Christian Capurro, Slave
Australian Centre for Contemporary Art, Melbourne; 16 August – 28 September 2014
![Christian Capurro, 'Slave' (2014) at ACCA _ [photo by author]](https://thesubmachine.files.wordpress.com/2014/08/cc_2.jpg?w=610&h=610)
Christian Capurro, ‘Slave’ (2014) at ACCA _ [photo by author]
Stripped down to minimal parts and minimal visual traffic, Christian Capurro’s Slave manages to occupy space like the weighty absence of dark matter. The unlit cavernous nature of the gallery hints at that vast mass of absence, achieved by painting out the white of the walls, blocking any incoming light or sound, and only making visible the images on large black monoliths and the projectors that cast onto them.
A half-dozen or so of these totemic structures, each identical and about 3 or 4 metres high, are scattered around the gallery like stonehenge pillars or easter island figureheads. These monoliths are also the screens for the projected imagery and are a similar shape to the apple iphone, only upscaled several thousand percent. Those familiar with art history will recognise the image on the screens as a video taken of a Dan Flavin artwork. Flavin made sculptures out of fluorescent lights, beginning in the 1960s. His makes objects but they also make obvious the materiality of light – they appear to be, say, 100cm long and 50cm wide, but the light is part of the sculpture so they actually fill up more space than their obvious physical size.
“A phenomenology of illumination
versus a phenomenology of reflection.”
Capurro has been to a museum and filmed the sculptures for at least a few minutes on his phone’s video camera. The quality is typically shitty phone-camera quality, and blowing the image up to 3 or 4 metres high amplifies the lo-fi character. Hard to believe that a magic little black box we put in our pockets and purses, that enable us to watch movies, to consult the world’s most comprehensive library ever imagined and to see what 600 of our friends and acquaintances are doing right at this moment anywhere on the planet, could be considered lo-fi. Such is the nature of the ideas thrown up by this work.
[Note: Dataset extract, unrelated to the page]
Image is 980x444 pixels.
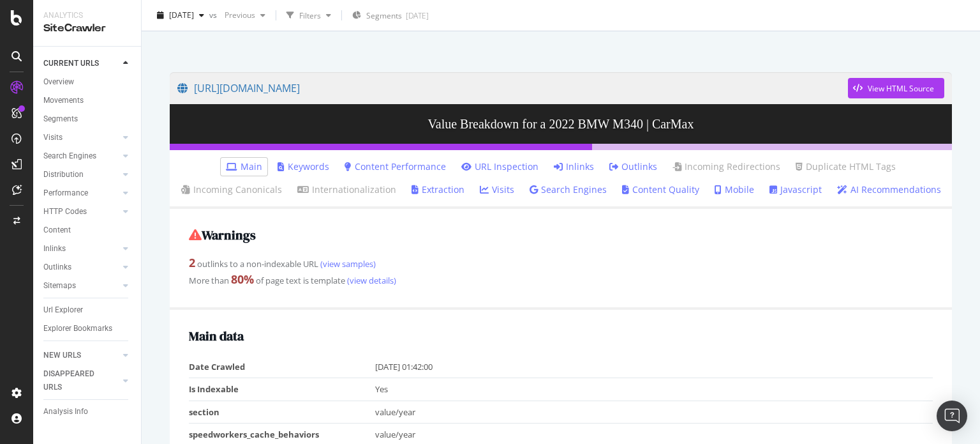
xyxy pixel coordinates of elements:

There’s lovely dualities of transferred energy in the work as well. The Flavin sculptures that Capurro has filmed work by illumination. Slave works by reflection. This notion of reflection works on several levels. Firstly, the haptic characteristic of the physical reflection of light off the surface of the monolith that facilitates the viewer’s receipt of the work. The images we are seeing in Slave are reflections bounced off of plaster walls but they are also reflections (or ruminations) on the nature of light and the nature of technology. I can’t help but think about the sun and the moon. The sun illuminates itself from within whereas the moon is illuminated by something else cast onto it. We only see it because of the sunlight beams that bounce off the surface of the moon and rush down to us on earth. Flavin is the sun, Capurro is the moon.

Christian Capurro, ‘Slave’ (2014), detail _ [photo by author]
Visually, there’s a translation of the light from its origin in the gallery where the Flavin sculpture was situated to its place represented in the gallery of ACCA. Translation occurs through several filters or conduit – the very slight wobble of Capurro’s attempt to hold the tiny camera still influences the already filtered image capture technology of the phone camera, then translated through the data projectors used to transfer that recorded image onto large black slabs of wood and plaster, translated by the way the light then bounces off the surface of the screens and into our eyes. This results in colour variations appearing between, and on, the fluorescent tubes in the images, breaking the predominant control of white light in the space, as if the white light is fractured through the prisms of camera capture and projector release. Pink Floyd comes to mind.
Which brings me to sound. Capurro has deadened the sound in the space, partly through material intervention by acoustically dampening the entrance area ensuring that no sound enters or exits, and partly through the omission of camera recorded audio from the initial recordings. Also perhaps partly because of the sheer weight of darkness in the space, with its implications of the subterranean, and of caves (hello Plato) and caverns (hello etymology of camera). This provides for a weighted mass of negative space, something explored by Capurro in processes of erasure in previous works, that materialises as part of the work itself. The projectors make some noise, only adding to the sense of tension between illumination and reflection. The images we witness are on the walls but it’s the boxes hanging from the ceiling producing the light that is throwing those images through the darkness and making them bounce back to us. Sun and moon again.
There’s so much crammed into this work that it’s well worth spending time with. If only to allow your bodily appreciation of the space to acclimatise to the phenomenology of the atmosphere. Show runs until 28th of September, which is a week after the equinox. Just saying.